How can the decree of a tribunal free one from a defect that lies in one’s very NATURE! One can liberate oneself through a long, tough process of change; that is different. I find it particularly despicable when these people now say: I was only a passive follower [Mitläufer]. I would be ashamed to the core to say that. Better an evil, real Nazi, driven by the Devil, than a mere passive follower. What lack of pride and insight!

[ . . . ]

Here in Germany there are things that are much worse still, of which you write nothing. There is, for example, the fear of Socialism, which demands change in things large and small. These people are gushing with nice words: liberty, reverence, beauty, German culture [ . . . ] and are not inclined to see the real world. Recently, I was invited to a Youth Congress in Frankfurt am Main. People spoke to this poor, confused, war-crippled youth, which has no hope for the future, no money, only all manner of difficulties; they spoke to them about a new constitution, of a life permeated by God, [ . . . ] and the young people sat there and said nothing. They want to make a second “Hoher Meissner,” artificially arranged by the university professors. Through it, they want to pull the youth away from real political life. (And today EVERYTHING is politics . . .). They do German idealism, but when it comes to doing something political that is real, people shy away. For example, in a recent speech in Munich, I spoke of the misery of young people and demanded the creation of homes for the at-risk German “Besprosonis” [young homeless]. I was officially told that one first had to wait for the solution of the German currency problem. But I probed further and played the Bavarian government off against the Greater Hessian government, and today it says in the Neue Zeitung that homes are in fact being set up.
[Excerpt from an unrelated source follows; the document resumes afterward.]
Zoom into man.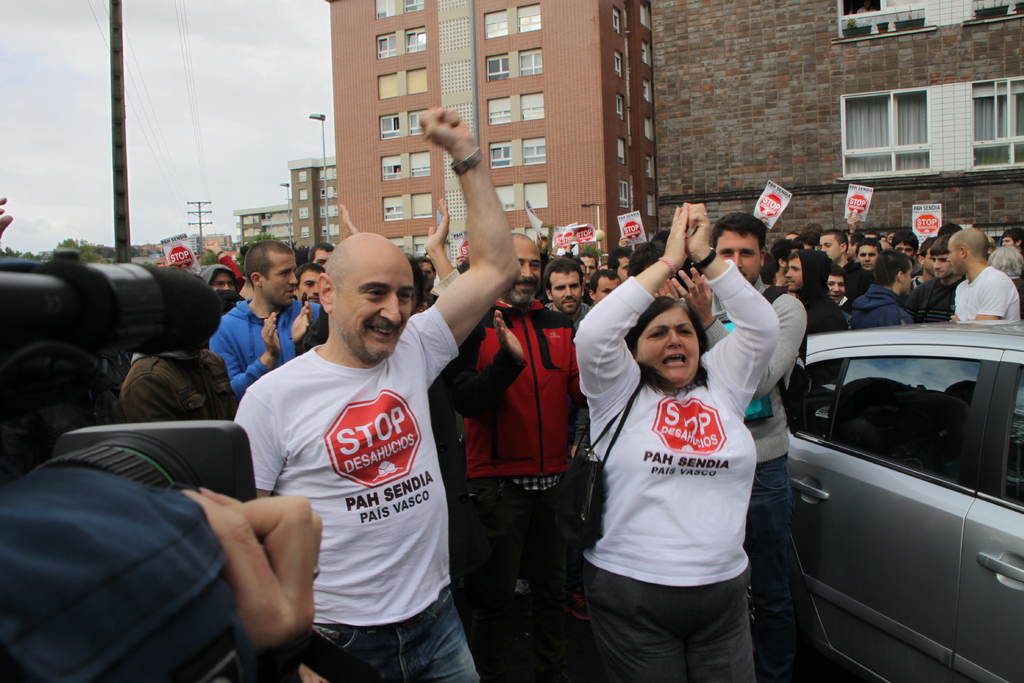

It is very difficult to live here [ . . . ], but everywhere there are forces at work. [ . . . ] Many women see reality more clearly than men. The men are sulking because they are no longer allowed to play soldier. [ . . . ] In your lovely letter, you ascribed to me intelligence and an observant eye. Please trust this eye now when I tell you that there is a segment, not large in number yet considerable in its intellectual vitality and political capacity, that is participating in working for peace. [ . . . ]



Source: Luise Rinser, “Antwort an Hermann Hesse” [“Response to Hermann Hesse”], manuscript; reprinted in Klaus Wagenbach, ed., Vaterland, Muttersprache. Deutsche Schriftsteller und ihr Staat von 1945 bis heute [Fatherland. Mother Tongue. German Writers and their State since 1945]. Berlin: 1979, p. 53 f.